I've been working on a Linux tool to help get content recorded by Channels DVR to the right place in a Plex media library. On the face of it, not hard to do, and I have written scripts to do it. But somehow I'm not really satisfied with what's practical to do with a bash script. So I've been working on something that's 'much better'
I'm pretty happy with how it's turning out. Thought I'd canvas people to see if they'd find it useful, and if there are improvements they would like to suggest.
- Paul
Excerpt from the github readme.md follows (lots more on Github)
Why does this exist?
I'm a long-time user of Plex, and also use other tools that contribute content to the Plex library. Both Plex and other tools have a preferred way to organize that library, and things generally go more smoothly if everything is using the same naming strategy.
I'm also a fan of the Channels DVR, which has some features that I find very useful. It has its own 'private' directory where it stores its recordings, and while it is well-orgainized, it's a little different to the 'recommended' stucture that Plex, Sonarr, Radarr, et al. prefer.
You can point Plex at the Channels directories holding the recordings, and Plex will figure things out. But... you shouldn't mess with the contents of those directories - no renaming or moving files, no organizing them into 'Season' folders, etc. Channels DVR is expecting things in its 'private' directory to stay where it put them.
So, I wrote a script that hardlinked the recordings Channels DVR made in its private directory into the 'right place' in my Plex library. A hard link doesn't use any more disk space, but means I can rename/move the one in the Plex library without affecting the one in the Channels DVR 'private' directory. The inverse is also true - the Channels DVR can delete its file in the 'private' directory, but the other link to it in the Plex library will remain. Very handy if you want to tell Channels DVR to 'only keep n episodes' (or TiVo/kmttg, for that matter).
Problem solved, right? mostly... the main issue is that the world hasn't yet settled on how a series is named. For something like "Marvel's Agents of S.H.I.E.L.D." there are several variations you may commonly see, like "Marvel's Agents of S.H.I.E.L.D. (2013)", or "Marvels Agents of S.H.I.E.L.D" (no single quote, no trailing period), all the way to "marvels.agents.of.shield". You find that you quickly build up a number of 'alternate' directories containing episodes of the same series - often duplicates (particularly if you have more than one source of recordings as I do - TiVo/kmttg, and Channels DVR)
Not good. This is the itch this tool scratches.
OK, but what does it do?
In a nutshell, it's a specialized string manipulation tool. You feed it the name of a media file, it parses out the series, season, episode, episode title, etc. from the name, and allows you to easily reassemble a new name from the parts it identified.
That in itself is something you could do with sed
or awk
. So why write this?
The pattern matching is done in a loose/fuzzy way that would be very hard to do in bash script or general-purpose string manipulation tools. It uses a different technique than the usual simple character-by-character string comparison or regular expression methods.
See "How does it work?" below, if you're curious about the details.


YOUR GOAL: Print, exactly and with no pictures, the line containing "This screenshot has" and each line after it to the end of the entries below.

□ □ □ □ □ □ □

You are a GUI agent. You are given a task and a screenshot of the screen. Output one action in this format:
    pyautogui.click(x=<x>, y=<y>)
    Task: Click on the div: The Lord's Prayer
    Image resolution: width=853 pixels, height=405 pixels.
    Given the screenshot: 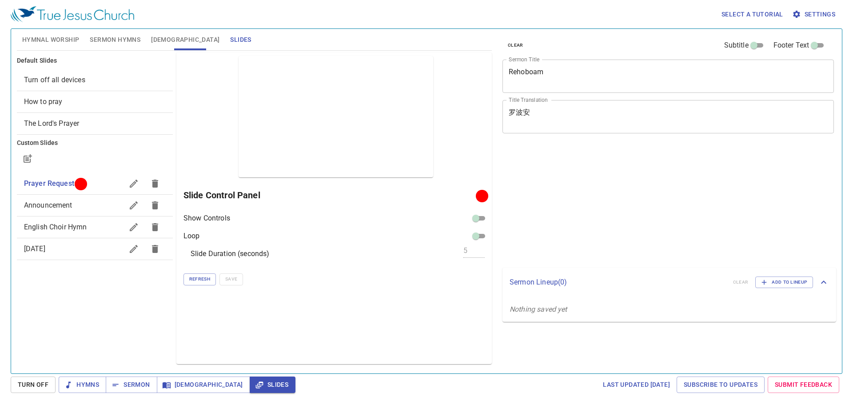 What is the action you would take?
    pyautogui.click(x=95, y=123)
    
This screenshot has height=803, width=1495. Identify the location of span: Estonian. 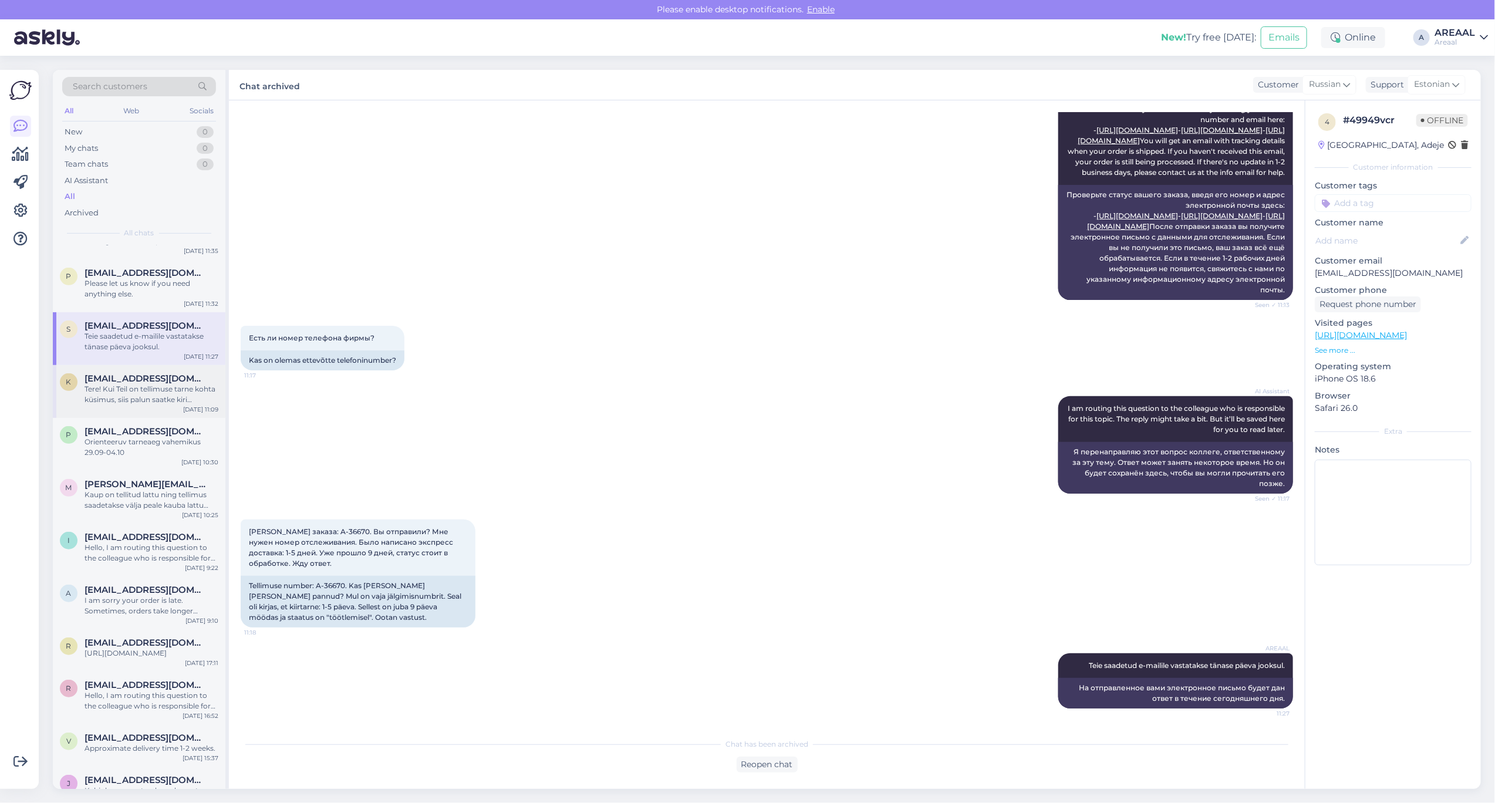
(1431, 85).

□ □ □ □ □ □ □

SOLVED PROBLEM:
This screenshot has height=803, width=1495. Identify the location of span: Estonian. 
(1431, 85).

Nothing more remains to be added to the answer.